We might shuffle, however, and shift our stations, and cough, and take our weight off our right leg and lean it on our left, but it never made one bit of difference to this terrible monologue. The old parson, with his eyes half closed and his hands spread forth, poured out the finest prose in his mellifluous voice, with every period rounded to such a perfection that had he been a historian and his speech a printed page the world could never have sufficiently admired his attainments. And every emphasis and quantity seemed so indubitably exact in the classical tongues he so freely quoted, as must have made him the envy of pedagogues and the paragon among them all. And all this time we were striving to maintain our well-bred interest as best we might, and inwardly cursed Rome and Greece and the whole race of poets, historians and soldiers that ever sprang from them.

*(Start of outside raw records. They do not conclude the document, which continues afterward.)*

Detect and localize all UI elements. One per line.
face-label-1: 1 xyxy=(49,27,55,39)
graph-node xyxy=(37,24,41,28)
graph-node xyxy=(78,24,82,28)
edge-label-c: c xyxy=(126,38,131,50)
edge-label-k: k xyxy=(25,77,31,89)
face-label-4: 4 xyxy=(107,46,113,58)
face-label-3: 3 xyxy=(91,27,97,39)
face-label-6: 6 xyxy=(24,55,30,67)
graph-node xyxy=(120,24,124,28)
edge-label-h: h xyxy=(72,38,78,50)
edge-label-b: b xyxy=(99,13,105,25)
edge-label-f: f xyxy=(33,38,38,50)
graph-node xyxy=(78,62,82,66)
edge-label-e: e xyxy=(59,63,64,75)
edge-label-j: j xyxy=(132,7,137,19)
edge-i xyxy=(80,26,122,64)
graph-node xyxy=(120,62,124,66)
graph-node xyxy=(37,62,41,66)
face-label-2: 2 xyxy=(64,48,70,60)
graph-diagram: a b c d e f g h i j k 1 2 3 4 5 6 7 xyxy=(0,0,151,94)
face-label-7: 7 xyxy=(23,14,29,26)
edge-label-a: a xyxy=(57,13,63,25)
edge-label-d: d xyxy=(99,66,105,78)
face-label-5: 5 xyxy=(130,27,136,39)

His mind was filled with a vast deal of knowledge of a recondite sort. It could have been of no possible service to anybody, least of all to himself. Yet he moved lightly and easily from one antediluvian topic to others more antediluvian still. He was armed with a great array of theories of no moment at all, and a matchless sheaf of facts that proved and disproved and proved them over again. How weary we became! How we fidgeted and looked at one another in our despair, for he grew more minute as he proceeded, and called up, extempore, authority upon authority to show that Lais was a woman of virtue, and that Virgil did not write his own works. He split straws with Aristotle, and picked holes in his Ethics. He said that Cicero was a windbag, and that Plato was a dunce. He said that Herodotus was loose in his facts, and no more worthy of credence than Plutarch, and that Plutarch was not a whit better than Herodotus neither. He said that Homer was the biggest impostor in history. He had nothing to do with the Iliad, whilst as for the Odyssey, he had long come at the truth that it was by a female hand, most probably one of the Hesperides, though to be sure he had not quite satisfied himself as to which, just as the plays of the poet Shakespeare would one day be allowed to be the handiwork of Lord Bacon, the eminent lawyer and philosopher; and again, as the world, purblind as it was, would one day discover that Mr. Fielding's so-called novel of Joseph Andrews had sprung from the fertile brain of Mr. Colley Gibber. Indeed I was so fearful lest he should take steps to disprove my grandfather's claims to have produced his celebrated Commentary on the Analects of Confucius, that I became quite desperate, and determined to put a stop to the unceasing current of his talk, even at the risk of making a hole in my good manners. Having reached a point in his discourse wherein he showed that Cæsar did not cross the Rubicon, I slapped my hand on the table with a vigour that knocked down half-a-score of tomes and startled everything and everybody but the speaker himself; and, says I, at the top of my heartiest voice:

"I quite agree with you there, sir; I do indeed."

"I presume, sir," says the parson, "you know the authorities there are against us, and what adversaries of weight, Cæsar himself, Suetonius, and Plutarch, to name only three, that we have to face."

"I care not if there are three thousand," says I valiantly, "in this matter I am entirely of your mind."

The parson, whose simplicity was as great as his learning, grasped my hand with the utmost fervour.